The number 65 bus runs between the Cambridgeshire market town of St Neots and through some of the surrounding villages. Passengers feel part of a small community, but the route is under threat, with transport chiefs citing reducing numbers and the cost of about £16 per person. As fears of wider cuts surface, what could these mean for bus services in one county?
Waiting outside the GP surgery in Buckden – the end of the line for the 65 – bus driver Dave Shepherd says this is the only route that can get some people to the doctors.
"Otherwise it's a taxi which would cost them an arm and a leg," he says.
The route runs three times a day each way, usually starting in the St Neots market square. Market day on Thursday is "especially busy".
"It means a lot to them and I enjoy doing the route. It's a nice pleasurable one. You can have a laugh and a joke with them."
Four people were on the bus on Wednesday afternoon.
One of the passengers, who did not wish to be named, says: "It's my lifeline. I can't get out otherwise. I can't walk… I was 84 last week and I come every day."
Bus services in Cambridgeshire and Peterborough are overseen by the Combined Authority (CPCA), led by the Conservative mayor Paul Bristow since May 2025.
The CPCA said it understood that users of the 65 bus "value their service".
While no decisions have been made yet, a "public engagement" is ongoing, which the CPCA said was "an opportunity… to review the service rigorously to ensure publicly-funded investments in bus services are giving the best return in terms of social value and value for money".
Its figures say passenger figures were down by more than 10% between 2025 and 2026, to about 68 per week.
More widely, how buses are run across the county is set to change with the introduction of franchising under which the CPCA would set routes, timetables and fares, with bus operators bidding for contracts to run specific services.
It was a plan that started under the Labour mayor Nik Johnson, but now an independent report has raised fears bus services could be cut by more than a third in the next decade.
The review, chaired by Leon Daniels, said the plans for franchising were made on the assumption that the mayor's precept would gradually increase – but Bristow has committed to not raising it.
Bristow said: "Leon Daniels was probably the person who knows more about buses than almost anybody else in the country.
"We asked him to come and think about how do we franchise a model which the previous mayor decided he wanted to pursue, but that suits an urban two million person settlement like Manchester, how do we apply that to a rural county like Cambridgeshire without bankrupting us."
The report said as it stands there would be a funding gap, widening over time, due to falling demands and rising costs in line with national trends.
"Progressively more services and mileage would need to be removed to reach a neutral net position," the report said.
Bristow said there would be a gradual phasing in of franchising over a number of years and "hopefully we're going to produce a service which is better than it is at the moment".
Asked on BBC Radio Cambridgeshire if he was reconsidering his pledge not to raise the mayoral precept, Bristow said: "No, I keep my promises."
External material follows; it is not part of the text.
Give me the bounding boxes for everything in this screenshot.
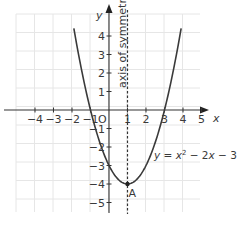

Johnson said when the franchising plans were consulted on "over 75% of the population who responded said, we want to see franchising, we want to see investment, we want to see a change from the broken system that has been running for the last 30, 40 years".
He said: "I think there is a difficulty that maybe in the campaign when he was out there to become the mayor of Cambridgeshire and Peterborough, I don't think he was all over the detail in regard to the actual costs and the implication.
"Everybody wants to say we want to keep taxation low, and we want to keep the bills low, because there is a cost of living crisis.
"But sometimes the reality of where we as a society, we have to work together to subsidise and support across different areas of the area, across different social economic demographics to make a fairer and kinder society."
Back on the 65, the public engagement runs until near the end of July.
As we travel through Great Paxton and the Offords to Buckden, one of the passengers says: "For these villages it's their lifeline. If the bus stops how are they going to get anywhere?"